IDEAS home Printed from https://ideas.repec.org/a/ids/ijnvor/v29y2023i2p183-210.html
   My bibliography  Save this article

Who can profit from personalised pricing - supplier, retailers, or consumers?

Author

Listed:
  • Biao Ma
  • Li Li

Abstract

The speedy development in information technology has enabled the firms to profile consumers and serve them with personalised pricing. This study constructs a game with a supplier, dominant retailer, and weak retailer to simultaneously consider price competition and advertising competition. We find that the dominant retailer will always employ unified pricing. Regarding the weak retailer, when the cost of personalised pricing is low, it will employ personalised pricing; otherwise, it employs unified pricing. The supplier hopes that the weak retailer will employ personalised pricing to obtain higher profits. Personalised pricing improves consumer surplus, but because of the characteristics of personalised pricing itself, some consumers' interests are always harmed. It should be noted that this is single-phase research that does not consider the intertemporal situation.

Suggested Citation

  • Biao Ma & Li Li, 2023. "Who can profit from personalised pricing - supplier, retailers, or consumers?," International Journal of Networking and Virtual Organisations, Inderscience Enterprises Ltd, vol. 29(2), pages 183-210.
  • Handle: RePEc:ids:ijnvor:v:29:y:2023:i:2:p:183-210
    as

    Download full text from publisher

    File URL: http://www.inderscience.com/link.php?id=134990
    Download Restriction: Access to full text is restricted to subscribers.
    ---><---

    As the access to this document is restricted, you may want to search for a different version of it.

    Corrections

    All material on this site has been provided by the respective publishers and authors. You can help correct errors and omissions. When requesting a correction, please mention this item's handle: RePEc:ids:ijnvor:v:29:y:2023:i:2:p:183-210. See general information about how to correct material in RePEc.

    If you have authored this item and are not yet registered with RePEc, we encourage you to do it here. This allows to link your profile to this item. It also allows you to accept potential citations to this item that we are uncertain about.

    We have no bibliographic references for this item. You can help adding them by using this form .

    If you know of missing items citing this one, you can help us creating those links by adding the relevant references in the same way as above, for each refering item. If you are a registered author of this item, you may also want to check the "citations" tab in your RePEc Author Service profile, as there may be some citations waiting for confirmation.

    For technical questions regarding this item, or to correct its authors, title, abstract, bibliographic or download information, contact: Sarah Parker (email available below). General contact details of provider: http://www.inderscience.com/browse/index.php?journalID=22 .

    Please note that corrections may take a couple of weeks to filter through the various RePEc services.

    IDEAS is a RePEc service. RePEc uses bibliographic data supplied by the respective publishers.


= What this task involves =
Sort through the entries below and pull out lines containing the word "repo".

= Exercise materials =
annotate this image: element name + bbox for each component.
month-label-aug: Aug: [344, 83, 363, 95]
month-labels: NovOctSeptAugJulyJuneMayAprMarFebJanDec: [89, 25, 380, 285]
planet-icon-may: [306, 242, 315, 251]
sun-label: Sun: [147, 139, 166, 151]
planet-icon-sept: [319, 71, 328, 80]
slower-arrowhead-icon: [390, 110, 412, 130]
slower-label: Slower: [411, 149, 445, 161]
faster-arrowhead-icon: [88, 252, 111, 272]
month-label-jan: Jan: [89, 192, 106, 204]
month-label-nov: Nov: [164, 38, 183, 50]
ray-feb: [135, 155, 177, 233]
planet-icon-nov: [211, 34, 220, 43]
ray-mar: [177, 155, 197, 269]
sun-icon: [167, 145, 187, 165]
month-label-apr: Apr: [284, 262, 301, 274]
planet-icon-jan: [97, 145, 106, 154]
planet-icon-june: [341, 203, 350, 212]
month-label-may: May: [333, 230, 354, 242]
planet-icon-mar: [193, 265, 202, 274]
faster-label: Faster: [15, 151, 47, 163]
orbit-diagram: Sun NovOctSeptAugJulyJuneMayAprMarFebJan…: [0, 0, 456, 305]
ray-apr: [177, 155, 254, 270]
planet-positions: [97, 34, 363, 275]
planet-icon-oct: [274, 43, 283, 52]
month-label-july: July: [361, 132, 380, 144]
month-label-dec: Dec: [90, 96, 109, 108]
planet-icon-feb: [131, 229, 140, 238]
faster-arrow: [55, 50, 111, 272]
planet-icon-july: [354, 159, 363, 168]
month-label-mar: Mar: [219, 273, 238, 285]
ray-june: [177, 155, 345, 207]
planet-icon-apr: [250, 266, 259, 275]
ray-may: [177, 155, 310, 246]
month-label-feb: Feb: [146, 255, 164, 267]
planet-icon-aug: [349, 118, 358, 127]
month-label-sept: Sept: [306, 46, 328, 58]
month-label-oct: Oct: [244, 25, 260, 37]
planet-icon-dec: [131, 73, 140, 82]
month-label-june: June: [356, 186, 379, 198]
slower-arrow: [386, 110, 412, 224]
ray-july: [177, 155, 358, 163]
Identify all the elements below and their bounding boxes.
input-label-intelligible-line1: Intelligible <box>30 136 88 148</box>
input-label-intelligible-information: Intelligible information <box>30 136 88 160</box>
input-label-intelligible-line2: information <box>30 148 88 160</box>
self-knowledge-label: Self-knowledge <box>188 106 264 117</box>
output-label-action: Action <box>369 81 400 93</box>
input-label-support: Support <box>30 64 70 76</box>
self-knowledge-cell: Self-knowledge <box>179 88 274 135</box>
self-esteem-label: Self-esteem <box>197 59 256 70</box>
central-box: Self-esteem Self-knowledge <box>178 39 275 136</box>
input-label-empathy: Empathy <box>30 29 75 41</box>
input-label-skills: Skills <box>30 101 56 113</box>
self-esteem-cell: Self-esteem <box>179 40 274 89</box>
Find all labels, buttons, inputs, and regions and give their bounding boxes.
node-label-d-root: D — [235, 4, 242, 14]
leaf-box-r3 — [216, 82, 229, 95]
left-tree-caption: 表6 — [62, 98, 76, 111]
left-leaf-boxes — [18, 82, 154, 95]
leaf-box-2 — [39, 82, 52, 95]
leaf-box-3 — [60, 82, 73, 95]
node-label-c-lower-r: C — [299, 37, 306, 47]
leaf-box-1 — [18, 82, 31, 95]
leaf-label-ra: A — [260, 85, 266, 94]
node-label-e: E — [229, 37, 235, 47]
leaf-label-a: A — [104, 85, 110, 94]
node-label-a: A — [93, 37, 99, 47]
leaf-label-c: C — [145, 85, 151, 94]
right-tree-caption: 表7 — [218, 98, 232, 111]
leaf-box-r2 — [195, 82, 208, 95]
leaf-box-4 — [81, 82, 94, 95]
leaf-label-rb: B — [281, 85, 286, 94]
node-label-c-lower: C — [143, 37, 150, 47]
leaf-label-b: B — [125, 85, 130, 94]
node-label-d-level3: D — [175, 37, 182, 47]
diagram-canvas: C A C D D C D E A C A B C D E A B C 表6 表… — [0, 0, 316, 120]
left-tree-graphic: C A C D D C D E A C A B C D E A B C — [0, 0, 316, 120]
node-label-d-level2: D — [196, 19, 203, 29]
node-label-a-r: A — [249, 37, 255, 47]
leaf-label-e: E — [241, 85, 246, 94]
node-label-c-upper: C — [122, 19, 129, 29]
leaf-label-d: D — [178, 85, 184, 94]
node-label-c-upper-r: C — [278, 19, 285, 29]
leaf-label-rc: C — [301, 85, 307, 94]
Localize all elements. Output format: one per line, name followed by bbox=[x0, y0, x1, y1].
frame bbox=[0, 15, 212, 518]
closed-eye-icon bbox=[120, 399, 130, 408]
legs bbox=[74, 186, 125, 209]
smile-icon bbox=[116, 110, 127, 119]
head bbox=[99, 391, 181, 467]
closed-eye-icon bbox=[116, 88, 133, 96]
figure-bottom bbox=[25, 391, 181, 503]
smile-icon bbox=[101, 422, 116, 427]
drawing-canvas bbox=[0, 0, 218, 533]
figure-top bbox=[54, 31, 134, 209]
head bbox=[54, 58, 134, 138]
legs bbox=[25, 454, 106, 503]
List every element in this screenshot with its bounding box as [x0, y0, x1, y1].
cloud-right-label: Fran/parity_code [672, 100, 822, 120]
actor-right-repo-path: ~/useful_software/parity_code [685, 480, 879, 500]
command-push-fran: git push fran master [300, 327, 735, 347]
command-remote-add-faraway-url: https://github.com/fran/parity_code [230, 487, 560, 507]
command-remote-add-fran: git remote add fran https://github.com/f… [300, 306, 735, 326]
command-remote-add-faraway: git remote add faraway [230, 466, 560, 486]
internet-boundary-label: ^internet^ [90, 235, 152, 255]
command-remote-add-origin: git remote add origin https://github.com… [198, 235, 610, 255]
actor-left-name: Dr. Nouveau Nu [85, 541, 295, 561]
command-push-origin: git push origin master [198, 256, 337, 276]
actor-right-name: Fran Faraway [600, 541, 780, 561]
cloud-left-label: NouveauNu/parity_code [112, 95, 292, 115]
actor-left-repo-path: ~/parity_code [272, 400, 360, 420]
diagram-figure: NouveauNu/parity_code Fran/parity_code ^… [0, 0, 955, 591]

= Reply =
actor-right-repo-path: ~/useful_software/parity_code [685, 480, 879, 500]
actor-left-repo-path: ~/parity_code [272, 400, 360, 420]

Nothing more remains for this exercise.